First-ever criminal streaming fraud case confirmed
Multiple DOJ statements and major reporting from outlets including TechSpot and Ars Technica describe this as the first federal criminal case involving streaming fraud, confirming the tweet's characterization.
Industry detection corroborates the scale
The Mechanical Licensing Collective identified irregularities in Smith's streaming activity and withheld mechanical royalty payments prior to the indictment, as reported by Digital Music News, supporting the claim that the scheme operated at a scale significant enough to draw institutional attention.
Contradicting Evidence
The total amount differs between indictment and plea
The tweet states Smith walked away with $8 million, but the original indictment alleged more than $10 million in fraudulently obtained royalties.
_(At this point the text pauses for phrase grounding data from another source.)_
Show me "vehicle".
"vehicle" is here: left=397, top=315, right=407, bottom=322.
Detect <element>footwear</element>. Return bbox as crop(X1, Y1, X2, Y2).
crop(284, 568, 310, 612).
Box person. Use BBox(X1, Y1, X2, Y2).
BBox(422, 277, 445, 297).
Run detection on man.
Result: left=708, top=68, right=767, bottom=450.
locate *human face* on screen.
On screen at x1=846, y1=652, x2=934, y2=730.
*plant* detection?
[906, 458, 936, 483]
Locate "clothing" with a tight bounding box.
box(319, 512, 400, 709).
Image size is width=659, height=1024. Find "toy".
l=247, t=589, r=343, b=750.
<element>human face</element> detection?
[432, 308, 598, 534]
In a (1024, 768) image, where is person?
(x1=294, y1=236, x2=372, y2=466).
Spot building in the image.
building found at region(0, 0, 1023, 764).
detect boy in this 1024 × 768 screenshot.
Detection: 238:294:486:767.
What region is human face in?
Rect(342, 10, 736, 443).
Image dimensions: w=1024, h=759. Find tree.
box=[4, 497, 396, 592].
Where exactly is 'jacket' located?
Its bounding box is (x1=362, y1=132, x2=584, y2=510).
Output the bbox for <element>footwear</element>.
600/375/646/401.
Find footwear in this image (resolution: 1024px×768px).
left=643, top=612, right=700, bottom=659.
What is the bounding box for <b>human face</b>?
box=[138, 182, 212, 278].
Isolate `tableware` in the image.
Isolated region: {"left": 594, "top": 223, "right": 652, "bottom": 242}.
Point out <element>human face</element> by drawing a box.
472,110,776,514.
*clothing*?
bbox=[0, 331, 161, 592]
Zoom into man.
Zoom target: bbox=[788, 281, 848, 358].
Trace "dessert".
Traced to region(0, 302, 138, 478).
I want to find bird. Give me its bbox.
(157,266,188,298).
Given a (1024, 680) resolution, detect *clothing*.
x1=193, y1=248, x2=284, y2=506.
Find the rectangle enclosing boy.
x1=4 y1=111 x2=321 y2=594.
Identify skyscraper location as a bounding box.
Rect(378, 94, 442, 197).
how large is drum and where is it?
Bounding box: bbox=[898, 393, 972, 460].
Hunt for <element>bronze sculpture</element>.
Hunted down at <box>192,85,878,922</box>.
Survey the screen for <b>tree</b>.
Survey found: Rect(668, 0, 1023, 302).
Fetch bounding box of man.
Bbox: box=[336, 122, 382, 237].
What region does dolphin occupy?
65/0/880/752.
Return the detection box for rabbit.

The $8 million figure comes from the later guilty plea and forfeiture agreement of $8,091,843.64, meaning the actual amount is contested between the initial allegation and the admitted figure.
Spotify claims its exposure was only about $60,000
Spotify told reporters that its fraud-prevention systems limited its payouts in this case to roughly $60,000 of the total alleged figure, significantly nuancing the implication that all major platforms were equally defrauded at scale.
Smith's boasted figures remain unproven
The indictment cites an email in which Smith allegedly claimed over 4 billion streams and $12 million in royalties since 2019, but this is an unverified self-reported boast rather than a government-proved figure, and the admitted amount at plea was substantially lower.
Charges were significantly reduced at plea
The original indictment included three counts including wire fraud, wire fraud conspiracy, and money-laundering conspiracy, but Smith ultimately pleaded guilty to only one count of conspiracy to commit wire fraud, suggesting the government's full case may have been more complex than the tweet implies.
The tweet says he is paying back $8 million but sentencing has not occurred
While Smith agreed to forfeit $8,091,843.64, sentencing is not scheduled until July 29, 2026, meaning the full resolution of the case including restitution and potential prison time remains pending and incomplete.